IN response to a question, Prof Attairu Jega, chair of the Independent National Electoral Commission (INEC, may have claimed that shifting the general elections by six weeks would not incur any additional cost, he probably did not consider the impact on political parties.

   Asked how is this shift in date is going to affect parties’ campaign programmes and their budgets, positive or otherwise, former Director of Strategy of the All Progressives Congress, Dr. Garba Abari, told The Guardian that the shift in date would have minimal effect on campaign strategies of the opposition party. However, he said: “Surely the shift in dates of the elections will affect the campaign of the APC. I do not know in what ways it will affect other parties but for the APC, which was about going into the second week of February with unprecedented level of mobilisation we were thoroughly disappointed and taken a back with this turn of events. 

   “However, given the larger interest of the nation and the fact that the shift in date is still within the time allowed by law, the party will take it in its strides and ride on.”

   According to him, the APC has all the capacity to cope with the shift in election date. “The party through the instrumentality of all its formal and semi-formal organs will sustain its mobilization of voters and even build on the momentum already generated. I need not remind you that this election is not exactly a contest between ordinary partisan institutions but an election that will define the future of this country in more ways than one,” Abari said.

   On the impact on party’s resources, he said it is not so much in financial resources expended in the course of the campaigns, but specifically it is more in the psychological melt down and public disappointment and anxiety felt by the citizens and indeed the entire world. 

   This, according to Abari, can be gleaned from what a broad spectrum of the citizenry said. “For whatever was the merit in the argument that brought about the shift, if at all there is any merit, Nigerians across the divides have been fully mobilised and were looking forward to the electoral contest. The shift in date came as a rude shock with a consequent anti climax. But politics being a game of passion and knowing the never-say-die- spirit of the average Nigerian and the groundswell of the craving for change in politics and governance of the nation, the same enthusiasm and perhaps even more will be exhibited as we get close to March 28, 2015,” he said.
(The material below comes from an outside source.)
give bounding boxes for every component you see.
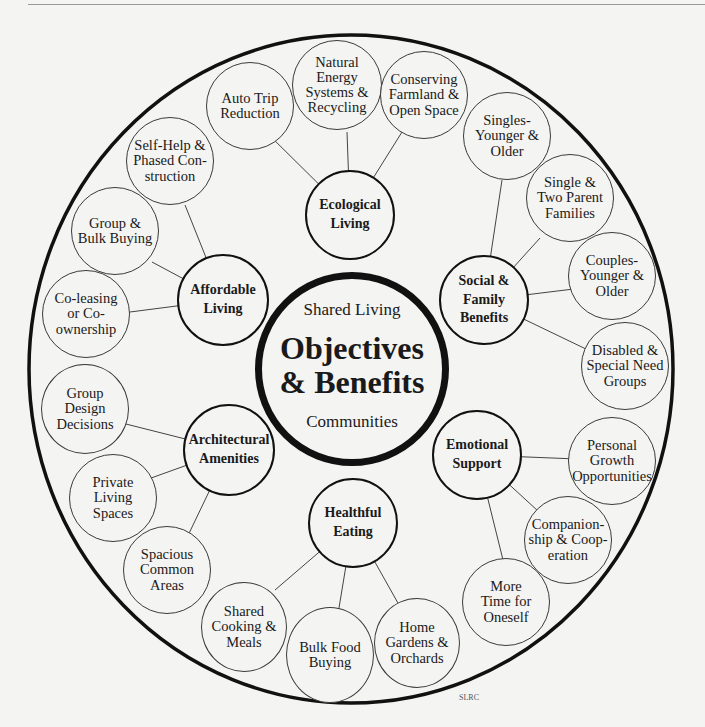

   ALSO, in a correspondence with The Guardian, Nasiru Suwaid, a social justice activist, insists that the shift in election date may be costing the country more than political players are willing to admit.  

   According to him, the cost of uncertainty the shift may have brought upon the value of an exceedingly jittery naira or to the highly volatile Nigerian Stock Exchange could be high. 

 “ Try rationalizing how a foreign investor, already fearful of the Nigerian business environment, will be ‘reassured’ by the likelihood of an evolving constitutional crisis, where elections cannot hold and most importantly, even the set future time for elections is not a virtual certainty.”

   “To put it in a much simpler form, a nation without a government could be what would stare us in the face.”

   As if to confirm that the impression is not just mere scare mongering, by the next working day after the announcement of polls shift, the All Share Index (ALsi) market capitalisation of the Nigerian Stock Exchange shed about N208.381 billion naira, to close at N9,796 trillion naira, as against the previous Friday’s which closed numbers of N10,005 trillion naira.

   “Also, in the same Monday the February 9 2015, the naira ratio to the dollar took a bashing, with the naira trading for N196.50 to $1 United States dollar at the interbank market. In fact, by Tuesday business day closing numbers, the naira has fallen to N202.50 naira to $1 dollar. It is most worthy of note, that for the Nigerian naira, one of its key determinants of value is the price of crude oil, which has been going up recently, reaching up to $58 dollar to a barrel of crude oil, thus, normally, the naira should be regaining its value, rather than losing its valour,” Suwaid said. 

   He noted that the National Assembly may have been distracted due to the election fever, for it to sit down and pass the budget, thus leaving all economic forecasts and projections to be hanging up in the air. 

   So, also is the likely harsh, but necessary monetary decisions, which could not be taken in the thick of the election season, the Central Bank of Nigeria (CBN) has to keep it in abeyance pending the passage of the elongated time for election. “Besides, which business person can plan when you do not know the value of naira for next week?” as to what this portends for the country, Suwaid said this is very simple to forecast, for an economy slowly creeping into recession, what looms in the horizon is an inadvertent stagnation.

  In the same light the European Union Election Observation Mission to Nigeria will require extra 1.8 million euros budget to remain in the country to carry out its assignment following the shift, the Chief Observer of the mission, Santiago Fisas, said. He said that the extra fund would raise the mission’s budget for monitoring the polls to 6.2 million euros.

   On what it amounts to the constitution, he said: “As I watched Professor Jega addressing the press, stating reasons for the shift, the first thought to come to mind, was whether Nigeria is still operating a constitutional democracy, with a single chain of authority and power that flows from the Constitution of the Federal Republic of Nigeria, or not.”

   He explained that generally and appropriately, a subservient and loyal armed force, only offers advice to the constituted authority, which is either accepted or rejected but, the onus of taking, proclaiming and pronouncing decisions, must lie with the civil authority. According to him, it is the reason why the name of the Office of the National Security Adviser, has a title ending, confirming its role as a personal security advisor to the president, thus only answerable, but most especially, loyal to the individual occupying the office of the President, and not necessarily interchangeable and substitutable with being or always acting patriotically in the greater national interest.

  On effect on public perception Suwaid said, “For any student of philosophy and jurisprudence, there is no word that has greater meaning, than the sociological public opinion measure called perception. indeed, within the more narrow legal jurisprudence, it is said, for there to be an equitable system of the administration of justice, the greater citizenry, must not only feel that justice was done, it must be seen to have been done, thus, it is not only necessary for an umpire (judge) to exhibit fairness, forthrightness and clear impartiality, it should be openly conveyed ‘practically’ unto the viewing and hearing of the interested parties in dispute.

   Thus, it is not just about satisfying the perception of political parties but, according to Suwaid, it must also satisfy the perceptive vision of the hundreds of millions of the citizenry.